Corporate America’s Tax Bill Is Miniscule. Corporations Are Still Whining.
The average corporate tax rate in the 1950s was 50 percent. Today, it’s below 20 percent. Yet the US business class is still whining about the modest tax increase on corporations in the Inflation Reduction Act.
Corporate America is mad that the Inflation Reduction Act (IRA) — which may actually reduce inflationary pressures over the long term, if not now — will raise its taxes. The Financial Times has a nice collection of bleats from their trade associations:
The bill would impose “significant new tax increases and unprecedented government price controls”, the US Chamber of Commerce warned. Its tax provisions would deal “a blow to our industry’s ability to raise wages, hire workers and invest in our communities”, said the National Association of Manufacturers.
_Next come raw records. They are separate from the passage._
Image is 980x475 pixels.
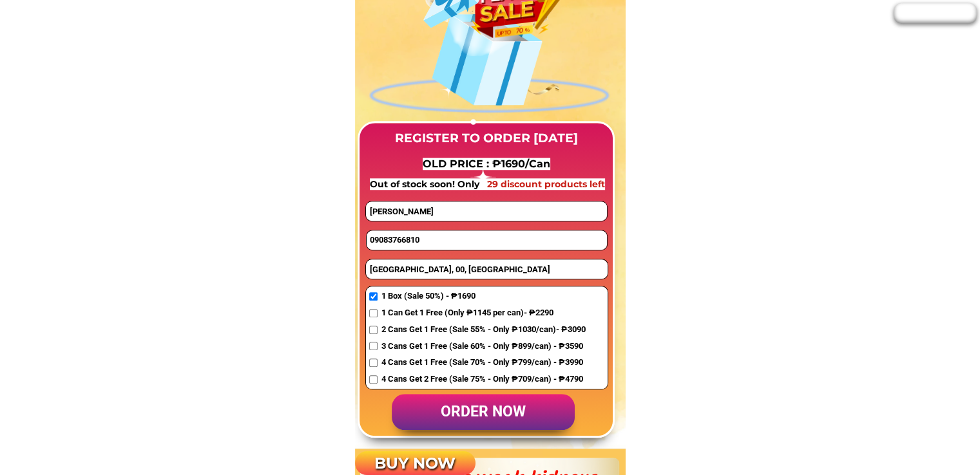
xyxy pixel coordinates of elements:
[367,231,607,250] input: Phone number
[381,323,585,337] span: 2 Cans Get 1 Free (Sale 55% - Only ₱1030/can)- ₱3090
[423,158,551,170] span: OLD PRICE : ₱1690/Can
[381,306,585,320] span: 1 Can Get 1 Free (Only ₱1145 per can)- ₱2290
[392,395,574,431] p: order now
[381,340,585,354] span: 3 Cans Get 1 Free (Sale 60% - Only ₱899/can) - ₱3590
[381,356,585,370] span: 4 Cans Get 1 Free (Sale 70% - Only ₱799/can) - ₱3990
[370,178,482,190] span: Out of stock soon! Only
[366,260,608,279] input: Address
[381,290,585,303] span: 1 Box (Sale 50%) - ₱1690
[366,201,606,221] input: first and last name
[487,178,605,190] span: 29 discount products left
[381,373,585,387] span: 4 Cans Get 2 Free (Sale 75% - Only ₱709/can) - ₱4790
[385,129,588,148] h3: REGISTER TO ORDER [DATE]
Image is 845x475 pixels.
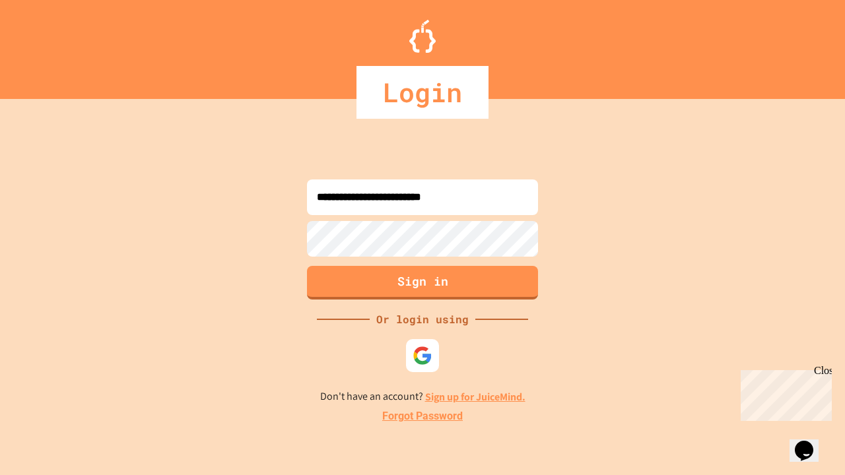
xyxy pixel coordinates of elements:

The Business Roundtable, which represents blue-chip companies in Washington, estimated that the package would impose $300bn of new costs on industry just as the economy was turning downhill.
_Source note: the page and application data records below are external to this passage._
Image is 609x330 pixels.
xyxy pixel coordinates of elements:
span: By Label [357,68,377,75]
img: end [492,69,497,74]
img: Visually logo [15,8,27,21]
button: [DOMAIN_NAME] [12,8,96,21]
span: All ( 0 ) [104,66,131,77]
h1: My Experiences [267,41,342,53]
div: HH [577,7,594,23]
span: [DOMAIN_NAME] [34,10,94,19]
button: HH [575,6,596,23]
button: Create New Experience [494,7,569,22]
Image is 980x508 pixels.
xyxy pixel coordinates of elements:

The Chamber’s policy director, Neil Bradley, offered some perspective: “If 2017’s tax reforms were a 10 and Build Back Better [BBB, Joe Biden’s original plan] was a zero, where is this? I guess I’d say it’s a five. It didn’t cut taxes; it raised taxes, but it’s a lot better than Build Back Better.”
Further perspective was provided by a UBS analyst, who, according to the Financial Times, estimates that the IRA would impose a hit to profits for the five hundred blue-chip companies that make up the S&P 500 index of about 1 percent. Quite the “blow” indeed.
It’s worth looking at why Bradley loves 2017 so much: it brought an enormous tax cut for companies whose tax burden had already been shrinking for decades. Here’s a history of corporate taxes drawn from the national income accounts. The keepers of those accounts adjust profits to match economic reality and not what firms tell their shareholders (sometimes artificially high) or the IRS (as low as possible). As this graph shows, the effective tax rate for nonfinancial corporations — what they pay as a percentage of profits — has been declining steadily since the quarterly accounts began in 1947.
In the 1950s, the rate averaged 50%. It declined with almost every subsequent decade — to 41% in the 1970s, to 31%t in the 1980s, and 26% in the 2000s. Bradley’s beloved 2017 cut took the rate from 22% in 2016 to 15% in 2018, saving companies $93 billion in taxes. The effective tax rate popped up a bit, to not quite 19%, in the first quarter of this year, but that’s still lower than any full year between 1934 and 2016.
Taking the corporate tax rate back to 1950s levels, assuming no reduction in profits, would yield almost $620 billion in revenue (not, of course, that that’s likely to happen any time soon). According to cost estimates by the Committee for a Responsible Federal Budget, no friend of social spending, that would more than cover the family benefits in the original BBB. Taking the effective tax rate back to the average in the first decade of this century would yield almost $200 billion, which would cover the family and medical leave provisions of BBB. Merely taking it back to 2016’s level, just before the Trump tax cuts, would yield over $120 billion, a bit more than the universal pre-K component of BBB.
But we don’t want to make Neil Bradley and his comrades sad.